As gardeners or naturalists, we often share an urge to display our love – flowers or fruits of the season arranged in bottles and vases, in bowls and on platters. The deep beauty of the harvest and the season have a strong call. As gardeners who harvest food and flowers, as nature lovers who gently forage fallen moss, lichen, stones, feathers, or cooks who prepare our fruits, vegetables and foraged edibles we all experience that moment – perhaps daily of saying: what will I put that in? What vase, large or small, what dinner plate, what cake plate, what bowl? Thirty years ago, Frances Palmer answered this question in its various forms with this answer: I will set my table with items I have hand formed from an idea in my imagination, from the energy of my hands from the earth beneath my feet. Almost ever since, her hand thrown and built terra cotta, porcelain and earthenware creations have been sought after by gardeners, cooks, floral and tablescape artists. This week I am joined by Frances Palmer to hear more about the symbiotic relationship between her garden and her art. She joined us via Skype from her studio in Weston, CT.

Om Podcasten

Gardens are more than collections of plants.
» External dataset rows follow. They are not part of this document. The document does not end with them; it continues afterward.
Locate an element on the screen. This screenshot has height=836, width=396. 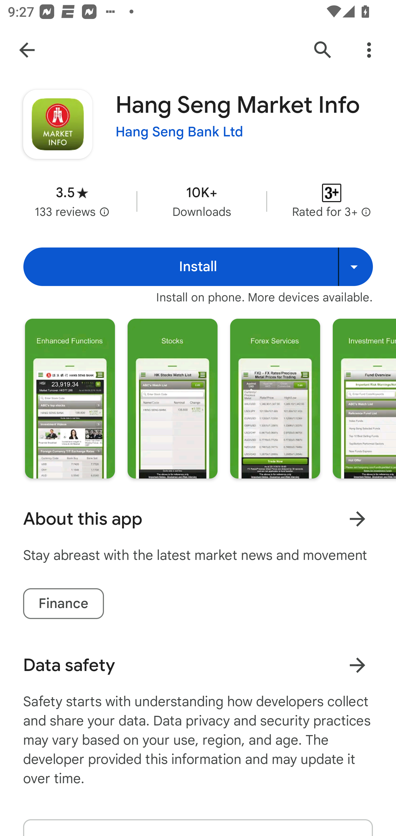
About this app Learn more About this app is located at coordinates (198, 518).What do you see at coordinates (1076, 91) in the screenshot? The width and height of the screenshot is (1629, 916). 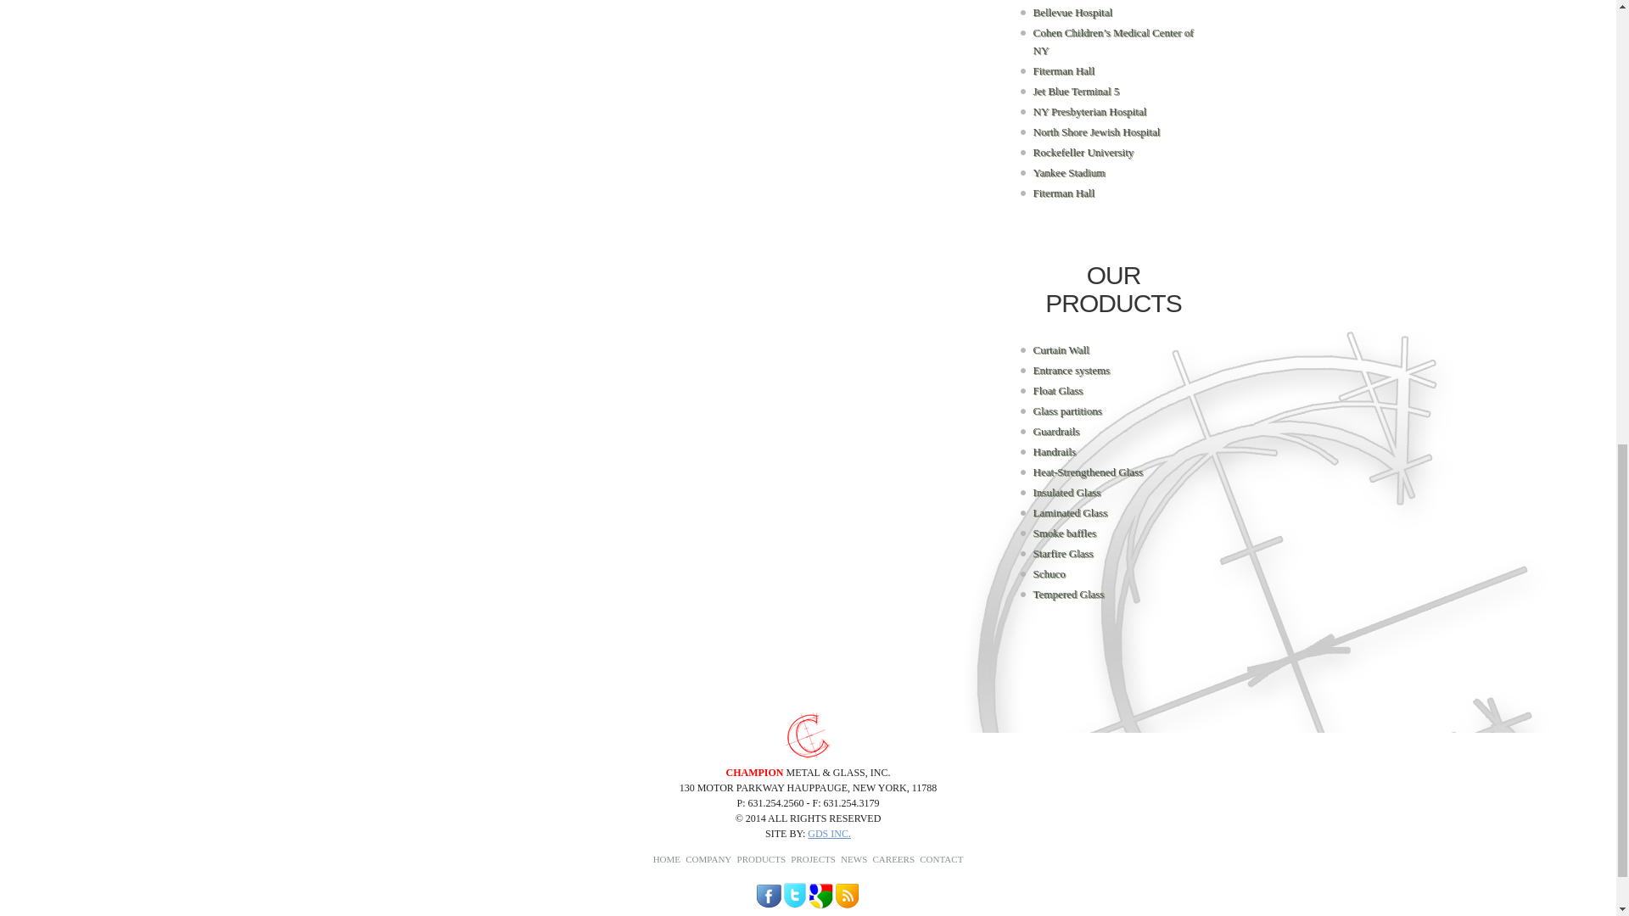 I see `Jet Blue Terminal 5` at bounding box center [1076, 91].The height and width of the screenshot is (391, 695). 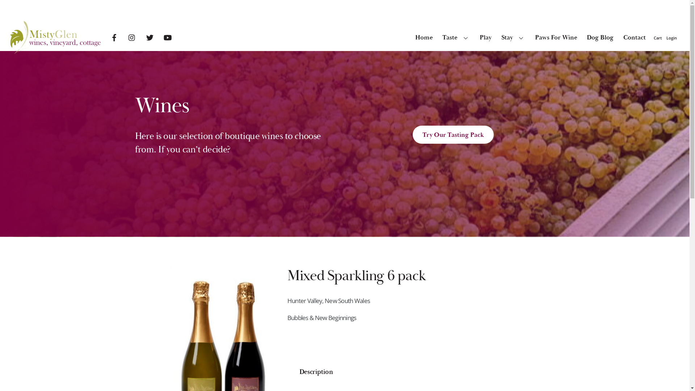 I want to click on Dog Blog, so click(x=600, y=37).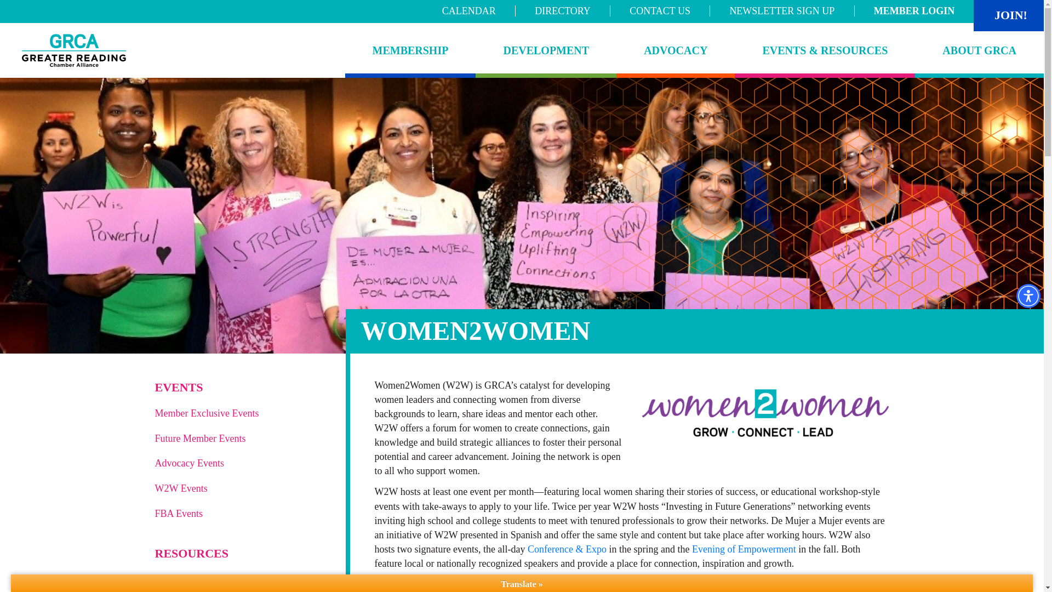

Gardens and Gardeners are intersectional spaces and agents for positive change in our world. Cultivating Place: Conversations on Natural History and the Human Impulse to Garden is a weekly public radio program & podcast exploring what we mean when we garden. Through thoughtful conversations with growers, gardeners, naturalists, scientists, artists and thinkers, Cultivating Place illustrates the many ways in which gardens are integral to our natural and cultural literacy. These conversations celebrate how these interconnections support the places we cultivate, how they nourish our bodies, and feed our spirits. They change the world, for the better. Take a listen.